In my understanding, the complex line refers to C^1. I am not sure what to replace this by. Should we call C^n “complex Cartesian space” or “complex affine space”? Is there a name by which C^n already goes by in the Lab?
Personally I’d call it complex -space. Ultimately we want that the derivatives of transition functions for an atlas induce cocycle data , so it’s the automorphisms on the complex vector space that enter here; therefore you could say “complex -dimensional vector space” if complex -space doesn’t seem precise enough.
You could say ‘complexified cartesian space’.
The wikipedia entry makes a point of saying that
a complex manifold is a manifold with an atlas of charts to the open unit disk in ,
and then
One must use the open unit disk in as the model space instead of because these are not isomorphic, unlike for real manifolds.
That’s a good point, David.
Yes, disks. We have been talking about that extensively in various other entries recently. I have fixed it in the entry here.
Hmm. Why does wikipedia say
The following spaces are different as complex manifolds
and list complex space; the unit disk or open ball; the polydisk?
It says the open ball is the right model.
As Wikipedia says, Liouville’s theorem implies that every holomorphic map from complex space to either the open ball or the polydisc must be constant. So complex space is not isomorphic to either the open ball or the polydisc. The open ball is not isomorphic to the polydisc either – see here.
So what should the definition be on the page complex manifold?
I don’t know. My lecturer used the definition where general open subsets of are used as local models. However, one notes that every open subset of can be covered by either -dimensional open balls (resp. polydiscs) of different sizes, and that -dimensional open balls (resp. polydiscs) of different sizes are isomorphic, so it would seem that either one can be used as a local model.
Zhen Lin is right: either balls or polydisks can be used as local models, and one gets the same notion of manifold either way.
I took up Toby’s suggestion went ahead to call “complex n-dimensional complexified carteisan space” instead of the original “complex n-dimensional complex line”.
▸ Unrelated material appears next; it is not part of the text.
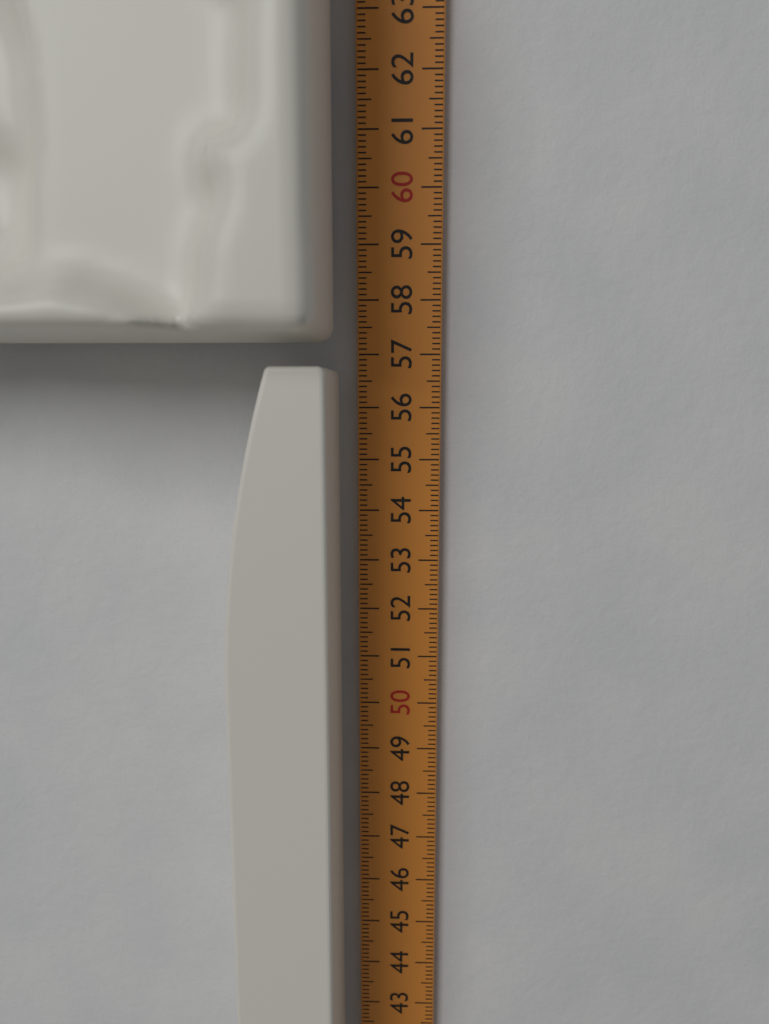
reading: 56.7 cm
I don’t much like the way it reads (too heavy), but it’s an improvement over what was there before.
Of course this is mostly a matter of aesthetics. Personally I think one could omit the entire parenthetical without any loss of comprehension whatever, and I also think prose ought to sound close to what one might say aloud. I therefore thought “complex -space” was quite enough, but if one really feels a strong urge to utter “cartesian space”, then I think one could say “complexified -dimensional cartesian space” without that second pair of parentheses. Still sounds heavy to me, but I could learn to live with it.
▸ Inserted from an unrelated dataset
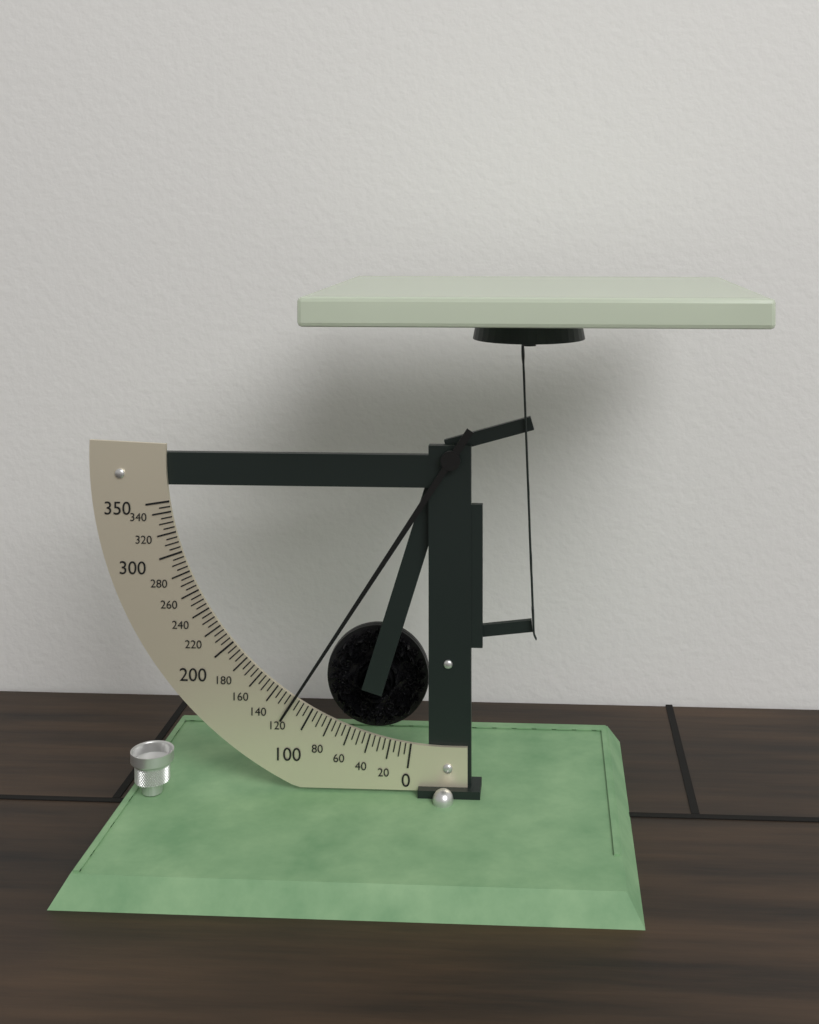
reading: 120 (no unit)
I went ahead and made the change (along with some other tiny edits made earlier today).
I agree with Todd #15. It can be helpful to have the term ‘cartesian space’ sitting there to help one link to cartesian space. In that case, ‘complexified -dimensional cartesian space’ (‘complexified -dimensional cartesian space’ with links) should be sufficient. (So might ‘-dimensional complexified cartesian space’, but this could be ambiguous about how we are counting dimensions.) If we don't need to spell everything out, then ‘complex -space’ or even ‘’ will usually be clear enough.
Seeing this terminology in context at real space, I recall that another way to say this would be ‘complex -dimensional affine space’ or ‘-dimensional affine space over the complex numbers’. This is less specific, since complexified cartesian space is only one of the many complex affine spaces (fixing a dimension); this is because a cartesian space comes equipped with coordinates. If you're not worrying about (even iso‑) morphisms, however, then there's no difference, since every affine space may be so equipped.
How about ’complexified cartesian n-space’? If we choose this, then eventually we can lighten the reference to from ’n-dimensional cartesian space’ to ’cartesian n-space’.
You could do that, but it's harder to link. The first reference can be lengthy; every subsequent reference is simply ‘’.